Many a time hot-air balloon strings have been thrust between my fingers along with a whisper. “Hold it for me in memory of each of my warm breaths, my hot tears and my half-dreamed dreams that fill it. For I’m out of breath and can fly this no more but with you it might just touch the sky.”
But why should I tie foisted dreams to my fingertips? I won’t hold a candle to a dream that’s not mine. Nor a balloon.
Not long ago, my mind glided about on borrowed steam. When love (or youthful foolishness or both) got me to parade around, clothed in invisible hopes, borrowed.
Righteous relinquishment of things you had once resolved upon is easy when you realize that there’ll always be someone else to takeover a stove you’ve abandoned and boil the meal to completion. Sans burns. Sans spills.
If I’d believed this earlier it would saved me all that guilt of not stepping up to start out on what I’d promised to. Why should I take up anything I dislike when somebody else is going to do that anyway, in my stead?
Like all the lines of Java code I refused to write a month back.
Like all those B-school entrance applications that I didn’t buy
The GMAT dollars (=52Rs?) that went unspent.
Those 99th percentile CAT scores I turned away from (At the risk of sounding arrogant, this wouldn’t have been a far-fetched possibility had I chosen a lifetime of board-room doodles, year-end bonuses received between nail-bitten fingers, and client conversations that necessarily have to commence with a round of feeble jokes.)
Somebody else did it. There will always be somebody else who'll miss my sunsets and park-swings but they will keep the world going.
It’s simple to just unclench my fingers and let the balloon leave me. Because it won’t explode or deflate but fall into somebody else’s hands, somebody else who will make it fly, like they always have. It’s a big world after all, big enough to dip its hands into waste paper bins, flatten crumpled paper balls and read inky ghosts into existence.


#### [Instructions to follow]
The lines below, from the one containing "Get detection for" through the one containing "On a w=1024, h=681", should be set down exactly, with no pictures and nothing else.

#### [Input]
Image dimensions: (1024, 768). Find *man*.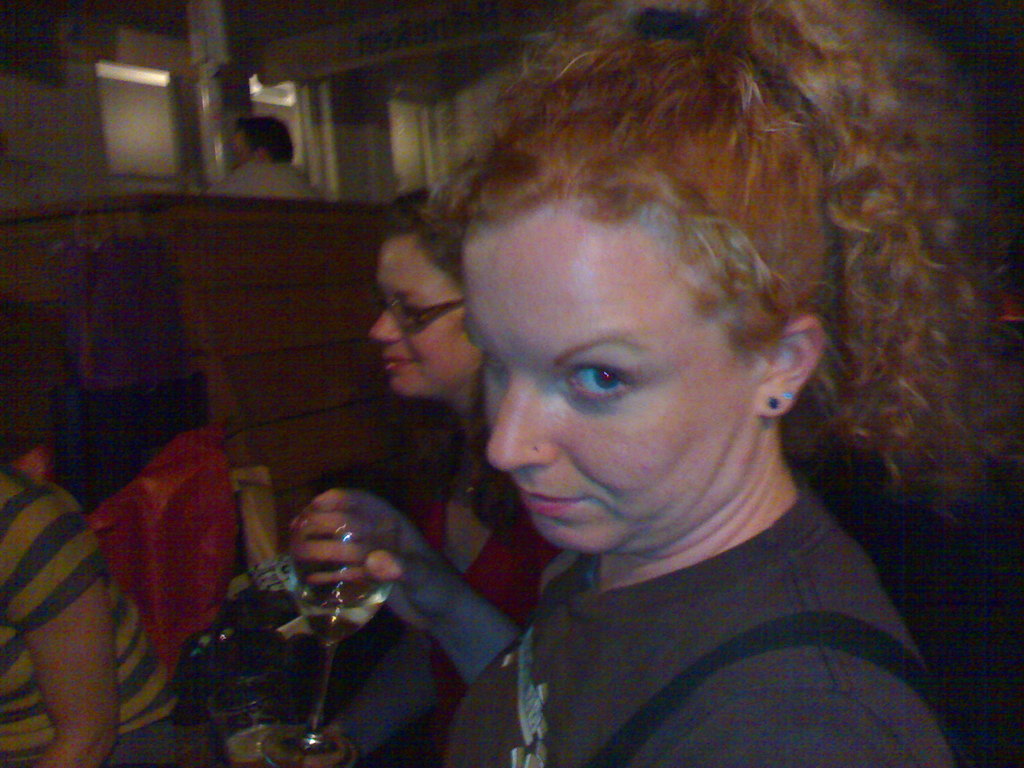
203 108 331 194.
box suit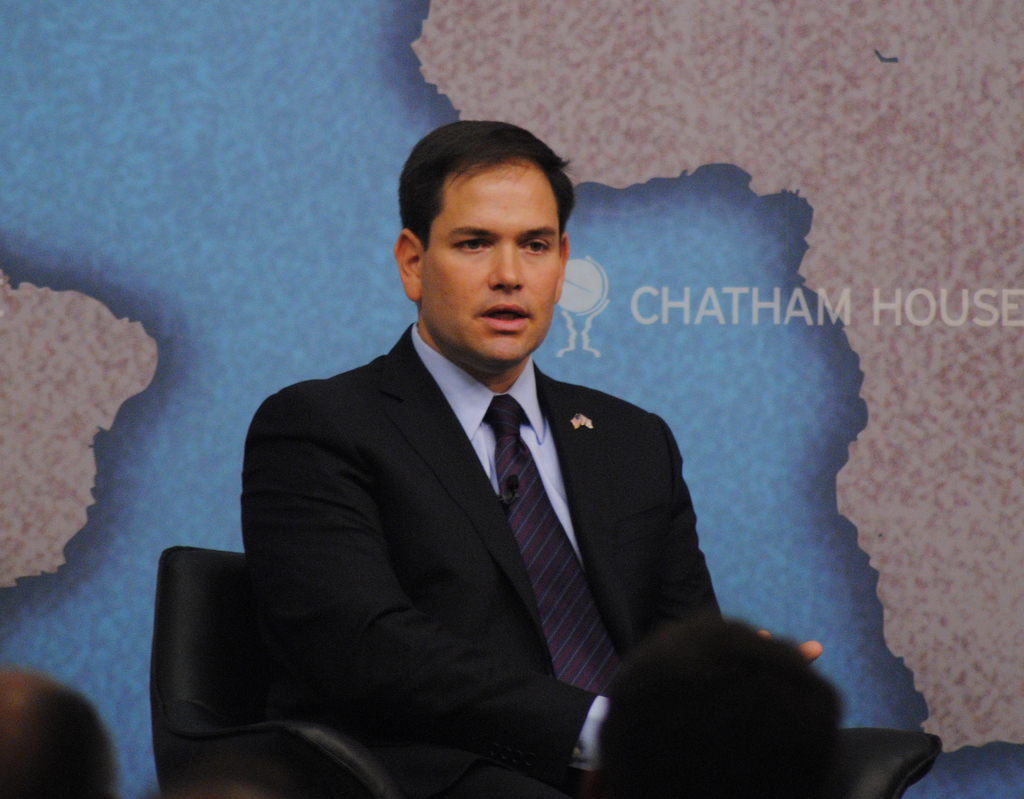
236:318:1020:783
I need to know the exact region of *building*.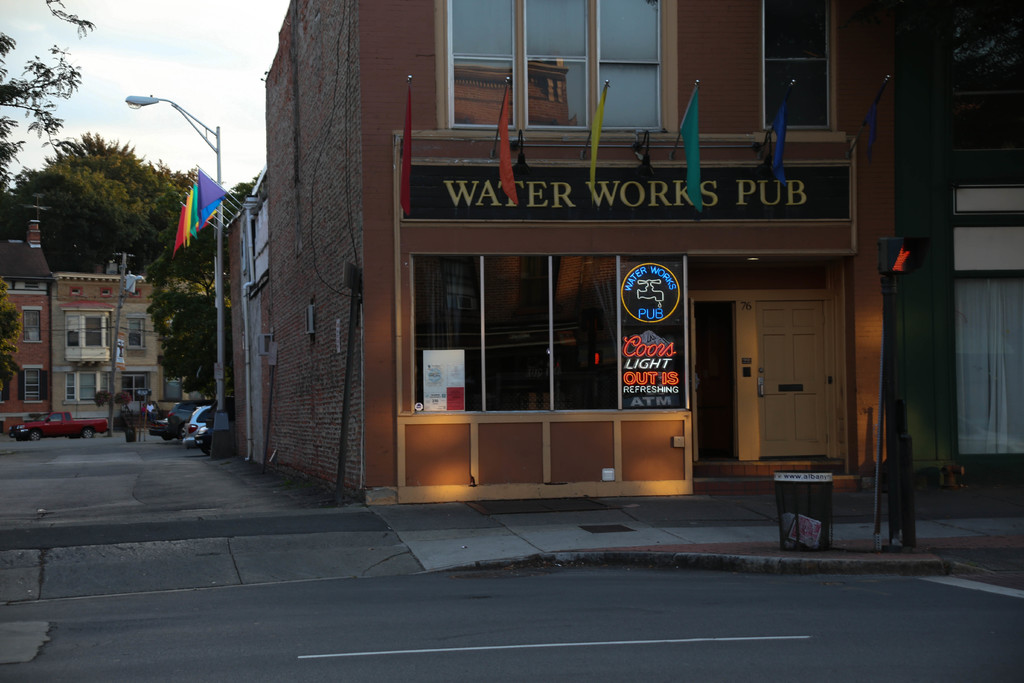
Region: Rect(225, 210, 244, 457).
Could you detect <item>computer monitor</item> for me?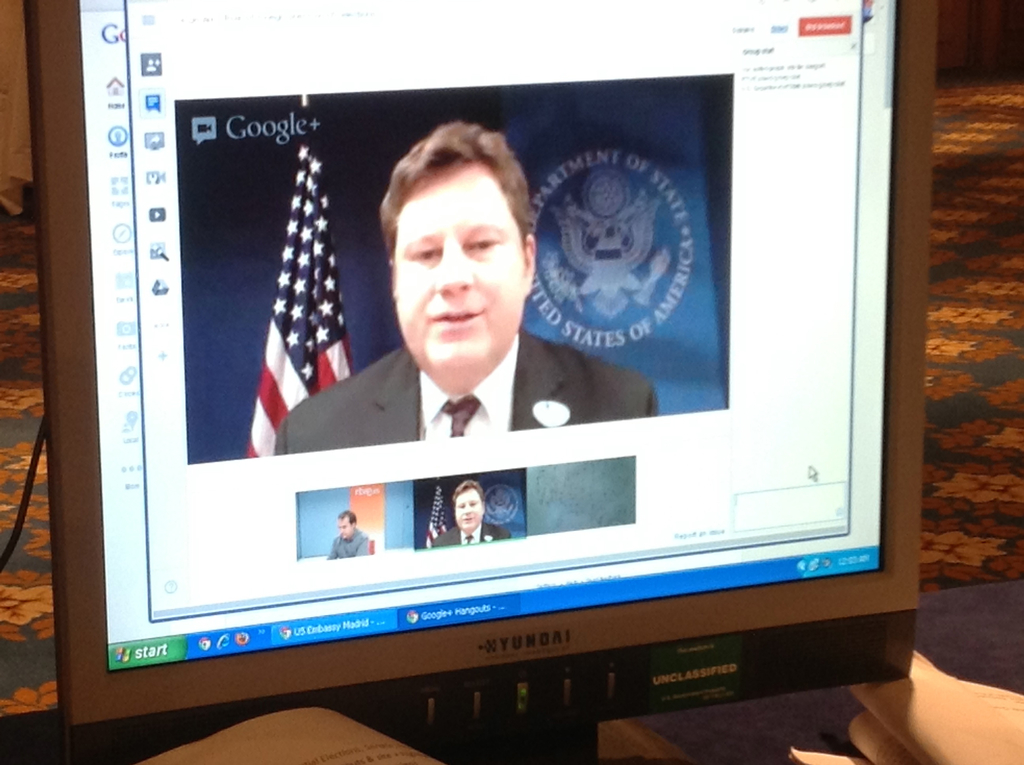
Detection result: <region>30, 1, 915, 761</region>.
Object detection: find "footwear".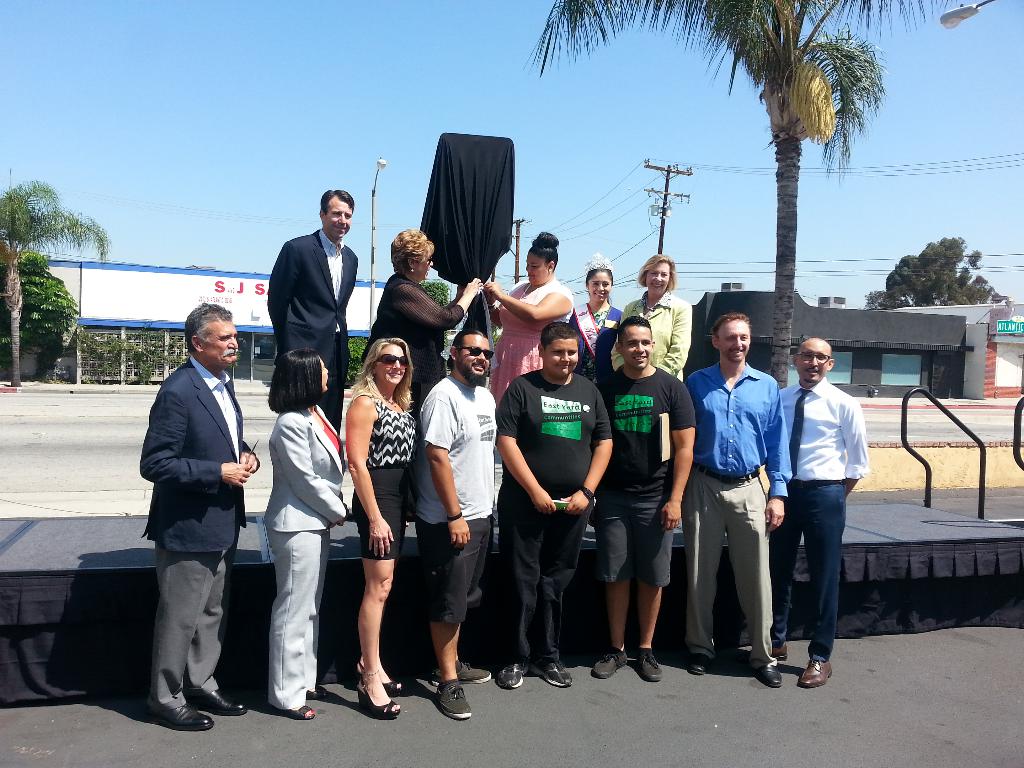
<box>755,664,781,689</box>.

---

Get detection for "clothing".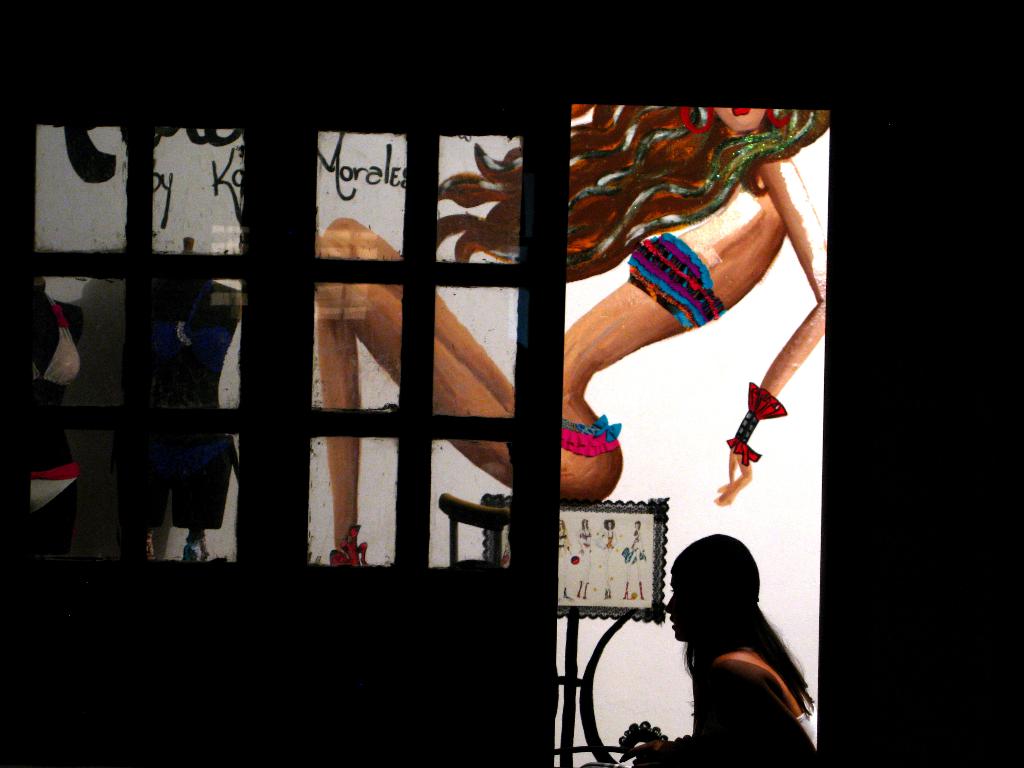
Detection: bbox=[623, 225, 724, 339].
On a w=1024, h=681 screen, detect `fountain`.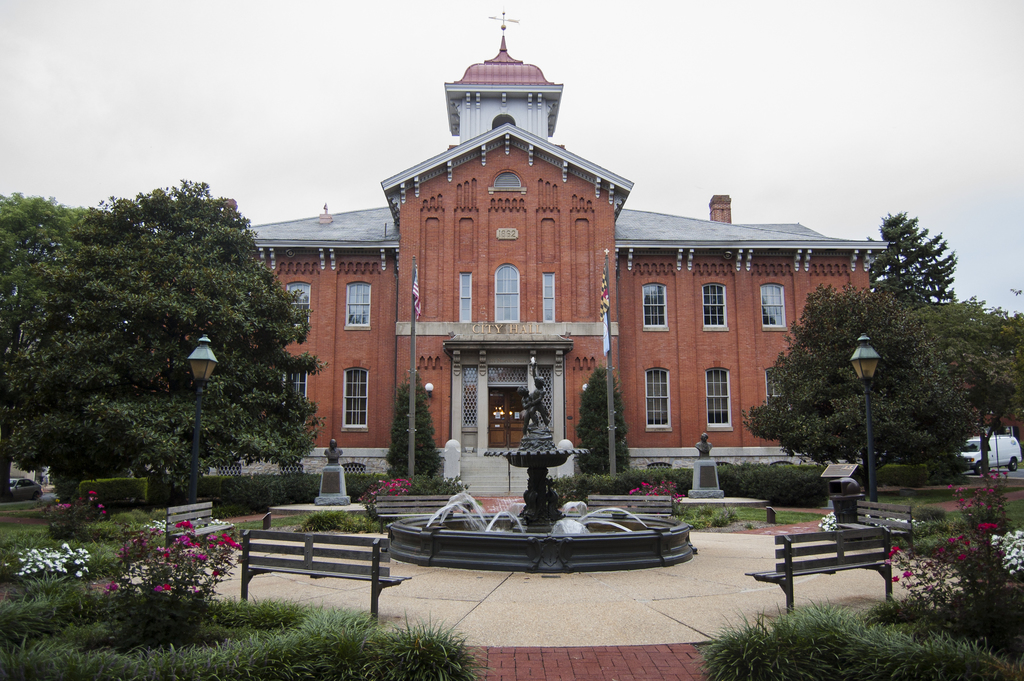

#### [Written solution]
Get detection for "clothing".
Detection: bbox=[623, 225, 724, 339].
On a w=1024, h=681 screen, detect `fountain`.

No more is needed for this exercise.